The consumer in the most inland State derives the same advantage from every necessary and prudent expenditure for the facility and security of our foreign commerce and navigation that he does who resides in a maritime State. Local expenditures have not of themselves a corresponding operation. From a bill making direct appropriations for such objects I should not have withheld my assent.

"Of course, in the end the consumers must pay, but they protest so much about it that they disarrange the steady course of our operations." "It's queer that the ultimate consumer never will be quite reconciled to his fate," laughed Mr. Turner; "but in this particular case, I think I hold the solution. You'll be interested, I know. You see " "I beg your pardon, Mr.

There were riders enough, and musketeers enough, to be sold to the highest bidder. German food for powder was offered largely in the market to any foreign consumer, for the trade in their subjects', lives was ever a prolific source of revenue to the petty sovereigns numerous as the days of the year who owned Germany and the Germans.

Modern industry, working for the masses, goes on destroying the creations of ancient art, the works of which were once as personal to the consumer as to the artisan. Nowadays we have products, we no longer have works.

It is called in German an "Interessenvertrag" a political representation by trade interests as well as by geographical districts. Perhaps this is the direction towards which the bi-cameral legislature will develop. One chamber would then represent a man's sectional interests as a consumer: the other his professional interests as a producer.

The same difficulty arises in matters of discipline, where the interests of the unknown thousands who will suffer from the inefficiency of an official have to be balanced against those of the known official who will suffer by being punished or dismissed; as well as in those numerous cases in which a working man has to balance the dimly realised interests of the general consumer against his intimate sympathy with his fellow-craftsmen.

The damage is inflicted silently, insidiously, without any scare heads or wooden type in the newspapers, and so we pay the price without protest. We know when we stop to think of it that not all this loss falls upon the producer. We know that every consumer of bread, cereals, vegetables and fruit pays his share of this loss!
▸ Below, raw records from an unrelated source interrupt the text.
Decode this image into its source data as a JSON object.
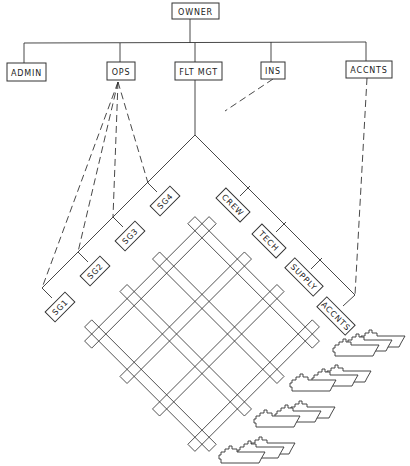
{
  "diagram": {
    "type": "organization-chart",
    "root": {
      "id": "owner",
      "label": "OWNER"
    },
    "departments": [
      {
        "id": "admin",
        "label": "ADMIN"
      },
      {
        "id": "ops",
        "label": "OPS"
      },
      {
        "id": "flt_mgt",
        "label": "FLT MGT"
      },
      {
        "id": "ins",
        "label": "INS"
      },
      {
        "id": "accnts",
        "label": "ACCNTS"
      }
    ],
    "ship_groups": [
      {
        "id": "sg1",
        "label": "SG1"
      },
      {
        "id": "sg2",
        "label": "SG2"
      },
      {
        "id": "sg3",
        "label": "SG3"
      },
      {
        "id": "sg4",
        "label": "SG4"
      }
    ],
    "functions": [
      {
        "id": "crew",
        "label": "CREW"
      },
      {
        "id": "tech",
        "label": "TECH"
      },
      {
        "id": "supply",
        "label": "SUPPLY"
      },
      {
        "id": "accnts_fn",
        "label": "ACCNTS"
      }
    ],
    "relationships": [
      {
        "from": "owner",
        "to": "admin",
        "style": "solid"
      },
      {
        "from": "owner",
        "to": "ops",
        "style": "solid"
      },
      {
        "from": "owner",
        "to": "flt_mgt",
        "style": "solid"
      },
      {
        "from": "owner",
        "to": "ins",
        "style": "solid"
      },
      {
        "from": "owner",
        "to": "accnts",
        "style": "solid"
      },
      {
        "from": "ops",
        "to": "sg1",
        "style": "dashed"
      },
      {
        "from": "ops",
        "to": "sg2",
        "style": "dashed"
      },
      {
        "from": "ops",
        "to": "sg3",
        "style": "dashed"
      },
      {
        "from": "ops",
        "to": "sg4",
        "style": "dashed"
      },
      {
        "from": "ins",
        "to": "flt_mgt_matrix",
        "style": "dashed"
      },
      {
        "from": "accnts",
        "to": "accnts_fn",
        "style": "dashed"
      }
    ],
    "matrix": {
      "rows": 4,
      "columns": 4
    },
    "fleet": {
      "groups": 4,
      "ships_per_group": 3
    }
  }
}
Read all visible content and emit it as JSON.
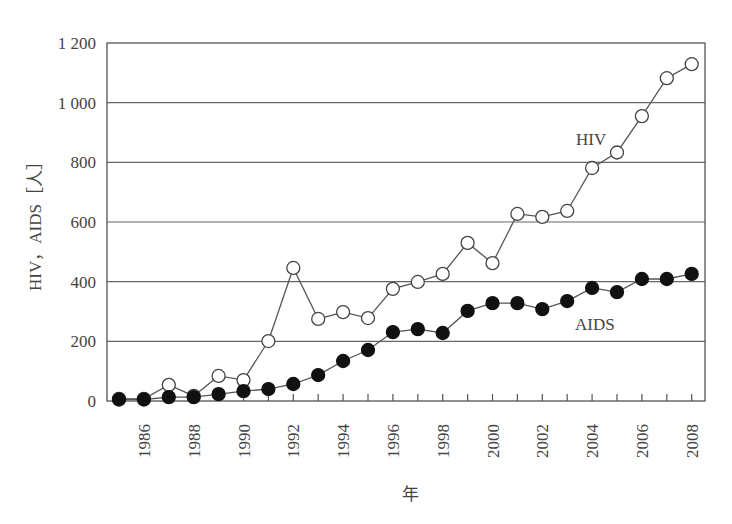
{
  "chart_data": {
    "type": "line",
    "title": "",
    "xlabel": "年",
    "ylabel": "HIV，AIDS［人］",
    "ylim": [
      0,
      1200
    ],
    "yticks": [
      0,
      200,
      400,
      600,
      800,
      1000,
      1200
    ],
    "ytick_labels": [
      "0",
      "200",
      "400",
      "600",
      "800",
      "1 000",
      "1 200"
    ],
    "x": [
      1985,
      1986,
      1987,
      1988,
      1989,
      1990,
      1991,
      1992,
      1993,
      1994,
      1995,
      1996,
      1997,
      1998,
      1999,
      2000,
      2001,
      2002,
      2003,
      2004,
      2005,
      2006,
      2007,
      2008
    ],
    "xtick_labels": [
      "1986",
      "1988",
      "1990",
      "1992",
      "1994",
      "1996",
      "1998",
      "2000",
      "2002",
      "2004",
      "2006",
      "2008"
    ],
    "grid": "horizontal",
    "legend": "inline labels",
    "series": [
      {
        "name": "HIV",
        "marker": "open-circle",
        "values": [
          7,
          7,
          54,
          17,
          84,
          70,
          201,
          446,
          275,
          298,
          278,
          376,
          399,
          426,
          530,
          462,
          627,
          617,
          637,
          781,
          833,
          955,
          1082,
          1129
        ]
      },
      {
        "name": "AIDS",
        "marker": "filled-circle",
        "values": [
          5,
          5,
          13,
          13,
          23,
          33,
          40,
          57,
          87,
          134,
          171,
          231,
          241,
          228,
          302,
          328,
          328,
          308,
          335,
          379,
          365,
          409,
          409,
          426
        ]
      }
    ]
  },
  "labels": {
    "hiv": "HIV",
    "aids": "AIDS",
    "xlabel": "年",
    "ylabel": "HIV，AIDS［人］"
  }
}
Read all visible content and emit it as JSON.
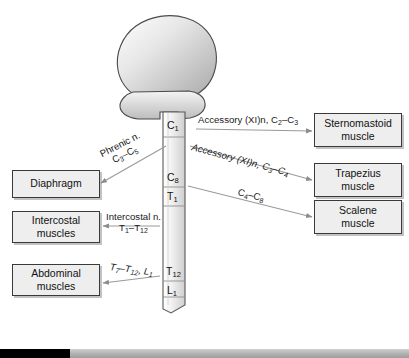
{
  "figure": {
    "brain_label": "brain-and-brainstem",
    "background_color": "#ffffff",
    "box_fill": "#eeeeee",
    "box_border": "#3a3a3a",
    "cord_fill": "#f0f0f0"
  },
  "cord_segments": [
    {
      "id": "c1",
      "label": "C",
      "sub": "1"
    },
    {
      "id": "c8",
      "label": "C",
      "sub": "8"
    },
    {
      "id": "t1",
      "label": "T",
      "sub": "1"
    },
    {
      "id": "t12",
      "label": "T",
      "sub": "12"
    },
    {
      "id": "l1",
      "label": "L",
      "sub": "1"
    }
  ],
  "right_targets": [
    {
      "id": "sternomastoid",
      "line1": "Sternomastoid",
      "line2": "muscle"
    },
    {
      "id": "trapezius",
      "line1": "Trapezius",
      "line2": "muscle"
    },
    {
      "id": "scalene",
      "line1": "Scalene",
      "line2": "muscle"
    }
  ],
  "left_targets": [
    {
      "id": "diaphragm",
      "line1": "Diaphragm",
      "line2": ""
    },
    {
      "id": "intercostal",
      "line1": "Intercostal",
      "line2": "muscles"
    },
    {
      "id": "abdominal",
      "line1": "Abdominal",
      "line2": "muscles"
    }
  ],
  "pathways": {
    "accessory_sternomastoid": {
      "nerve": "Accessory (XI)n,",
      "levels_from": "C",
      "levels_from_sub": "2",
      "levels_to": "C",
      "levels_to_sub": "3",
      "full": "Accessory (XI)n, C2–C3"
    },
    "accessory_trapezius": {
      "nerve": "Accessory (XI)n,",
      "levels_from": "C",
      "levels_from_sub": "3",
      "levels_to": "C",
      "levels_to_sub": "4",
      "full": "Accessory (XI)n, C3–C4"
    },
    "scalene": {
      "nerve": "",
      "levels_from": "C",
      "levels_from_sub": "4",
      "levels_to": "C",
      "levels_to_sub": "8",
      "full": "C4–C8"
    },
    "phrenic": {
      "nerve": "Phrenic n.",
      "levels_from": "C",
      "levels_from_sub": "3",
      "levels_to": "C",
      "levels_to_sub": "5",
      "full": "Phrenic n. C3–C5"
    },
    "intercostal": {
      "nerve": "Intercostal n.",
      "levels_from": "T",
      "levels_from_sub": "1",
      "levels_to": "T",
      "levels_to_sub": "12",
      "full": "Intercostal n. T1–T12"
    },
    "abdominal": {
      "nerve": "",
      "levels_from": "T",
      "levels_from_sub": "7",
      "levels_mid": "T",
      "levels_mid_sub": "12",
      "levels_to": "L",
      "levels_to_sub": "1",
      "full": "T7–T12, L1"
    }
  },
  "footer": {
    "fill_percent": 17,
    "fill_color": "#000000",
    "track_color": "#b4b4b4"
  }
}
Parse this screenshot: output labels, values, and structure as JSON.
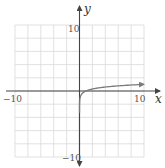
{
  "chart_data": {
    "type": "line",
    "title": "",
    "xlabel": "x",
    "ylabel": "y",
    "xlim": [
      -10,
      10
    ],
    "ylim": [
      -10,
      10
    ],
    "grid": true,
    "grid_step": 2,
    "tick_labels": {
      "x_min": "−10",
      "x_max": "10",
      "y_max": "10",
      "y_min": "−10"
    },
    "series": [
      {
        "name": "y = log x",
        "function": "log10(x)",
        "x": [
          0.001,
          0.01,
          0.05,
          0.1,
          0.25,
          0.5,
          1,
          2,
          3,
          4,
          5,
          6,
          7,
          8,
          9,
          10
        ],
        "y": [
          -3,
          -2,
          -1.3,
          -1,
          -0.6,
          -0.3,
          0,
          0.3,
          0.48,
          0.6,
          0.7,
          0.78,
          0.85,
          0.9,
          0.95,
          1
        ],
        "color": "#7a7a7a",
        "arrow_end": true
      }
    ],
    "legend": null
  },
  "colors": {
    "grid": "#d9d9d9",
    "axis": "#444444",
    "curve": "#7a7a7a",
    "background": "#ffffff"
  }
}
There were riders enough, and musketeers enough, to be sold to the highest bidder. German food for powder was offered largely in the market to any foreign consumer, for the trade in their subjects', lives was ever a prolific source of revenue to the petty sovereigns numerous as the days of the year who owned Germany and the Germans.

Without it every well would be less valuable and every market at home and abroad would be more difficult to serve or retain, because of the additional cost to the consumer. The expansion of the whole industry would have been retarded without this method of transportation. Then the pipe-line system required other improvements, such as tank-cars upon railroads, and finally the tank-steamer.